Anime girls go to Oita? “Motorslice” The shy girl with a mole uses a chainsaw to chop up a robot, but it shoots to the top of her wish list!

The indie developers of “Motorslice” accidentally discovered on Steam that as long as they put a character image of “a shy anime girl with a mole fighting a giant machine with a chainsaw” in the marketing materials, the wish list number will skyrocket. This operation triggered polarized discussions in the marketing circle: some people think it is a genius idea, while others think it is taking advantage of the close-up of girls.

The Key to Wish List Curves Are Visual Hooks

The developer’s original marketing materials tended to purely show machinery and scenes, but when the team took the girl character as the main axis and repeatedly placed it in the marketing map, the curve showed obvious differentiation and improvement. This shows that in Steam, a platform environment dominated by male players, the visuals of certain characters inherently carry traffic attributes and can guide clicks without much explanation.

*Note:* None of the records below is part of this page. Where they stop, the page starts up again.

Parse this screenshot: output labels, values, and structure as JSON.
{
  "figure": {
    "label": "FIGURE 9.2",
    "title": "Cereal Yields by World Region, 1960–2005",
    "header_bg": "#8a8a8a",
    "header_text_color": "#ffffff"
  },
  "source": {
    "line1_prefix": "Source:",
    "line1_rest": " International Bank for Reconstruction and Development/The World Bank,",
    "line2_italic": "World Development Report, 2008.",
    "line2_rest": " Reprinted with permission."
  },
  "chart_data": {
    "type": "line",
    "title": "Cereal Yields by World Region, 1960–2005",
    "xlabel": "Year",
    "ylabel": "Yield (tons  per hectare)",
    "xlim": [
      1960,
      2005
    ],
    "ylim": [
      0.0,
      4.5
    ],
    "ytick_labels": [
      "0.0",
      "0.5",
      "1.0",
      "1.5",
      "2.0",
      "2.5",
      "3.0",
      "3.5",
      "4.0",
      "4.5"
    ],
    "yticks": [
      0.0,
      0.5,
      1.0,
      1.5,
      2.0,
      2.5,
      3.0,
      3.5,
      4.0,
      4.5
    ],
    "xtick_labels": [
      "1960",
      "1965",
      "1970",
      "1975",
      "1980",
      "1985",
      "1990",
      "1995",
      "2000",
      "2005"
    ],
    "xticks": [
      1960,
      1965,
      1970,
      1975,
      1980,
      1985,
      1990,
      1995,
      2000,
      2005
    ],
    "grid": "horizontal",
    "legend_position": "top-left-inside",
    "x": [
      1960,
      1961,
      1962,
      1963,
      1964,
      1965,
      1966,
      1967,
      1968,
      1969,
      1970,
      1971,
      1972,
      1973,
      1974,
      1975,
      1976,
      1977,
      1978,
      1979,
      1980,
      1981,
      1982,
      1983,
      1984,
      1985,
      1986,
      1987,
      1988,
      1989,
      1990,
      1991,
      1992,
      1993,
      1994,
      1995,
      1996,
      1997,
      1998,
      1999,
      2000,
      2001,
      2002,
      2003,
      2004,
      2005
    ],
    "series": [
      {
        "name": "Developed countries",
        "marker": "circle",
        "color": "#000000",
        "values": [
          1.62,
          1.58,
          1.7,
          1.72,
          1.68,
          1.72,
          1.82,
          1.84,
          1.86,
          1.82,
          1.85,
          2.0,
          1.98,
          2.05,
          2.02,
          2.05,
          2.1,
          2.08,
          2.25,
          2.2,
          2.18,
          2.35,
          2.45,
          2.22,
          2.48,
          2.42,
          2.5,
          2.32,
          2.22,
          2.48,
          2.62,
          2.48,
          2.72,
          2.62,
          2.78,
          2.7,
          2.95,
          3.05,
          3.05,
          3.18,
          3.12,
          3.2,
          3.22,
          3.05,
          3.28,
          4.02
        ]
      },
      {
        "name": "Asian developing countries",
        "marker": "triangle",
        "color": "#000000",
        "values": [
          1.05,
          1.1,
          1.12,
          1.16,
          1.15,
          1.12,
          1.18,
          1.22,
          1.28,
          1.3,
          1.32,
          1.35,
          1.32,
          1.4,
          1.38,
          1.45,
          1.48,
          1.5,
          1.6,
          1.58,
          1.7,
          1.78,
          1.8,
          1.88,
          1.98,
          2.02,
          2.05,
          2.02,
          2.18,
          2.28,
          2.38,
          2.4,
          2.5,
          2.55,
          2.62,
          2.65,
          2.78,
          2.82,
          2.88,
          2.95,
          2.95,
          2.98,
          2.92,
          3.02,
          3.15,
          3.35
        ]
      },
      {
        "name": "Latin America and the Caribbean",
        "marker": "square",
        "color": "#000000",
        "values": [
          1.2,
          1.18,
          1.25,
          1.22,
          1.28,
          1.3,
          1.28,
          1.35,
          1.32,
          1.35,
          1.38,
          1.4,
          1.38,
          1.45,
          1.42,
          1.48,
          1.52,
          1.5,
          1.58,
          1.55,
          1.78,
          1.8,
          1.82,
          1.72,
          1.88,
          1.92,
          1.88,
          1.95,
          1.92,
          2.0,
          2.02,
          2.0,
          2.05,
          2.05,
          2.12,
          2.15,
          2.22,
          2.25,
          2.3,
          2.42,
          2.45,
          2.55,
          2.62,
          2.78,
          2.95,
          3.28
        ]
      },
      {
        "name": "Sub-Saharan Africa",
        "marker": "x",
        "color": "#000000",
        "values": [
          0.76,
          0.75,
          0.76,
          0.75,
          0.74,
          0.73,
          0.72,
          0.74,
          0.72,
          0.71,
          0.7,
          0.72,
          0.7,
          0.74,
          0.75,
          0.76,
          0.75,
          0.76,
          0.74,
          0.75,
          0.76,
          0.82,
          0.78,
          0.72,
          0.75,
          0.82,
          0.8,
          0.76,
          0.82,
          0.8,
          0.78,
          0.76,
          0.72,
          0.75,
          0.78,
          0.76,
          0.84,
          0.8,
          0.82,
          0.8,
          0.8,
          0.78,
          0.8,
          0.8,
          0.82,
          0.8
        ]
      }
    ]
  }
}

But is this selling games or characters?

Some people in the game marketing circle have questioned: If the core gameplay of a game has nothing to do with the character, but relies on the character image to drive traffic, does this constitute misleading? The other group believes that this is just normal creative positioning. Each game will choose the most advantageous angle as its appearance. The key point is “whether players get the promised content in the end.”

For independent developers, this case is extremely cost-effective!

I would also like to remind you that this strategy is not a panacea. If the clicks and retention of the game itself cannot support the expectations behind the wish list, it will eventually lead to negative reviews. The wish list is just the first step, the product is the final acceptance.